Formally verifying the properties of Petri nets
Because Petri nets are a mathematical formalism with decades of theory behind them, they admit a level of formal analysis that ad-hoc workflow diagrams and flowcharts simply don't. They are an object whose state space, reachable markings, and structural invariants can be reasoned about — and, in many cases, decided — by automated tools.
This page sketches what that means in practice for users of Petrinaut.
For classical (untyped) Petri nets, a well-developed body of techniques can decide or approximate a number of properties of interest:
In Petrinaut's setting, these analyses are most directly applicable to the structural skeleton of a net — the places, transitions, arcs, arc weights, and inhibitor arcs — independent of any user-authored code on top.
Adding SDCPN's expressive features — colored tokens with numeric attributes, continuous dynamics, stochastic firing rates — buys you modeling power, but often takes you out of the regime where symbolic verification is tractable. An infinite or unbounded attribute space, or a transition that fires according to a probability distribution rather than a guard, can defeat the state-enumeration techniques that decide reachability on classical nets.
The trade-off between expressiveness and decidability here is the subject of active research, including in ARIA's Safeguarded AI programme.
Today, Petrinaut leans on Monte Carlo simulation: run the net many times under the same configuration, with different random seeds, and aggregate the results into statistical distributions over quantities of interest.
The headless createMonteCarloSimulator and createMonteCarloExperiment APIs in petrinaut-core run many independent simulations with bounded per-run memory, and aggregate user-defined metrics across them. This won't give you "the probability of deadlock is exactly 0.04" — but it will give you tight empirical confidence intervals on questions like "how often does this supply chain breach its target stockout rate?" or "what's the 95th-percentile time to recover from a disruption?"
See the Simulation page for details on running these experiments and authoring the metrics they aggregate.
Petri nets are interesting not just as a modeling tool in their own right, but as a natural fit for the "symbolic" half of neuro-symbolic AI. They are explicit, inspectable structures: an LLM can propose a Petri net, and a formal toolchain can then check it — for reachability, for safety properties, for invariants — before any of it actually runs.
That separation matters when AI systems are doing real work in safety-critical domains. The neural component is allowed to be creative and fluent; the symbolic component decides whether the result is something we're willing to execute. Petri nets give you a target formalism rich enough to capture real processes, yet structured enough to admit machine-checkable guarantees: the gap neuro-symbolic approaches aim to close.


* [DIRECTIONS FOR THIS TASK]:
Transcribe the full listing with no word altered.

** Opening RECORDED DATA block **

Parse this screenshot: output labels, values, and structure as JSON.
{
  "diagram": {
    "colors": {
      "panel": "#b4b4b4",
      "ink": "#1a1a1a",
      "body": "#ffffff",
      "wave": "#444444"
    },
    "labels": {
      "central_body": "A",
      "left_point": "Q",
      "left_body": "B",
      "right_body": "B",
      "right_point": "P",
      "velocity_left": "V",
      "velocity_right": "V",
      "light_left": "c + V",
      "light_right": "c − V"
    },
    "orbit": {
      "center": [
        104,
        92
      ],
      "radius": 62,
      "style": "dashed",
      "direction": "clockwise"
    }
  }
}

** Closing RECORDED DATA block **

* [ANSWER BOX]:
Parse this screenshot: output labels, values, and structure as JSON.
{
  "diagram": {
    "colors": {
      "panel": "#b4b4b4",
      "ink": "#1a1a1a",
      "body": "#ffffff",
      "wave": "#444444"
    },
    "labels": {
      "central_body": "A",
      "left_point": "Q",
      "left_body": "B",
      "right_body": "B",
      "right_point": "P",
      "velocity_left": "V",
      "velocity_right": "V",
      "light_left": "c + V",
      "light_right": "c − V"
    },
    "orbit": {
      "center": [
        104,
        92
      ],
      "radius": 62,
      "style": "dashed",
      "direction": "clockwise"
    }
  }
}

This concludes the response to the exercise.